It has been two and half years since the last time I visited home China, and like each and every time before, I was blown away by the changes.
This time it is not about new commercial development projects or infrastructure development of urban expansion, it is about the great convenience that comes to the lives of millions of urban dwellers. Firstly, mobile money, few people carry cash with them anymore. People pay the merchants, return money to friends, buying products online all using one of the two online payment methods: Alipay, or WeChat.
Alipay, owned by Alibaba, the biggest e-commerce company in Asia with revenue over a hundred billion in 2016, three quarters of what Amazon made the same year, expanded their business in online payment industry, a natural move. While WeChat is a social media application developed by Tencent. It started off as a social media platform with instant messaging, but later expanded into e-commerce and payment services. In January 2014, during the Chinese new year, WeChat developed the mobile application WeChat red envelope which allowed family members to send money online to each other through WeChat platform. It is the perfect mix between technology and tradition - sending red envelope that encloses money during the New Year festival, via your smart phone. When these “dummy but real” money sit in your e-wallet for too long, you long to spend them in the real world, and this is how WeChat pay started.

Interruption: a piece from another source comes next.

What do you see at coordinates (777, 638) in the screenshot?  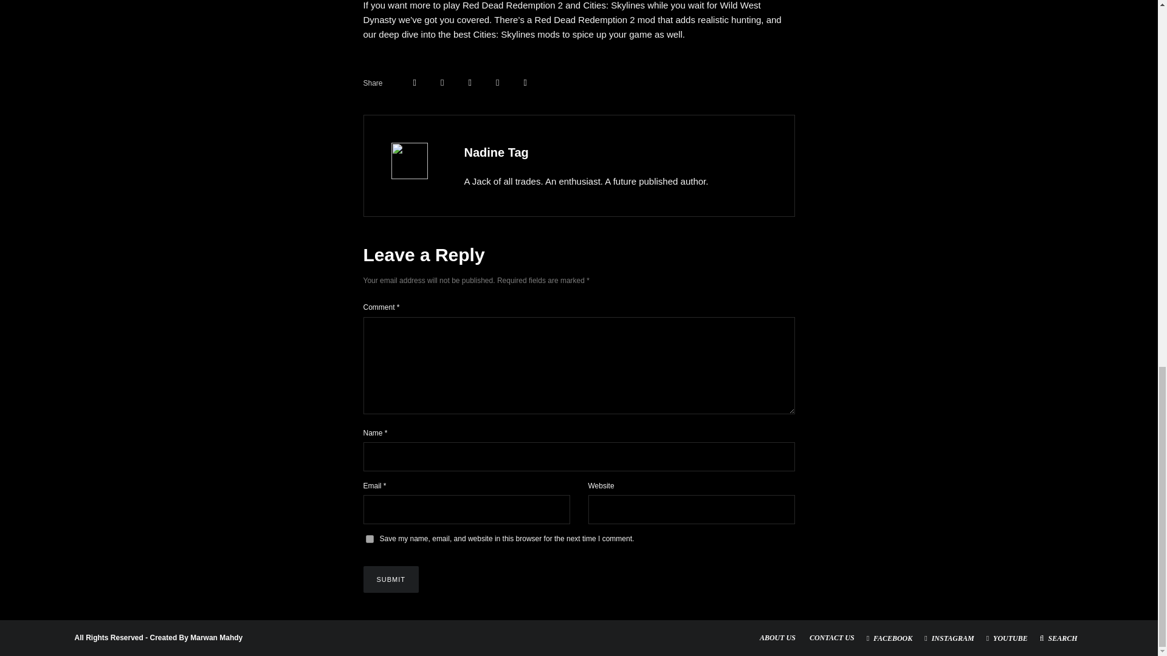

But mobile money is not a new topic, it never is. 3 years ago when I first experienced M-Pesa in Kenya, I was blown away. How come such convenient mobile money transfer services did not exist in China nor North America at that time?…It turns out, technology was not the barrier, it rarely is. Be it near field communication (NFC) or chip reader, there are far more fancy technologies out there in the fintech world than needed. M-Pesa uses PIN-secured SMS text messages, Alipay and WeChat uses QR code, while Apple Pay, Android Pay, and Samsung Pay shared NFC payment methods.
If technologies are not a problem, then what is? I am guessing politics is the main reason, like it is to many other things.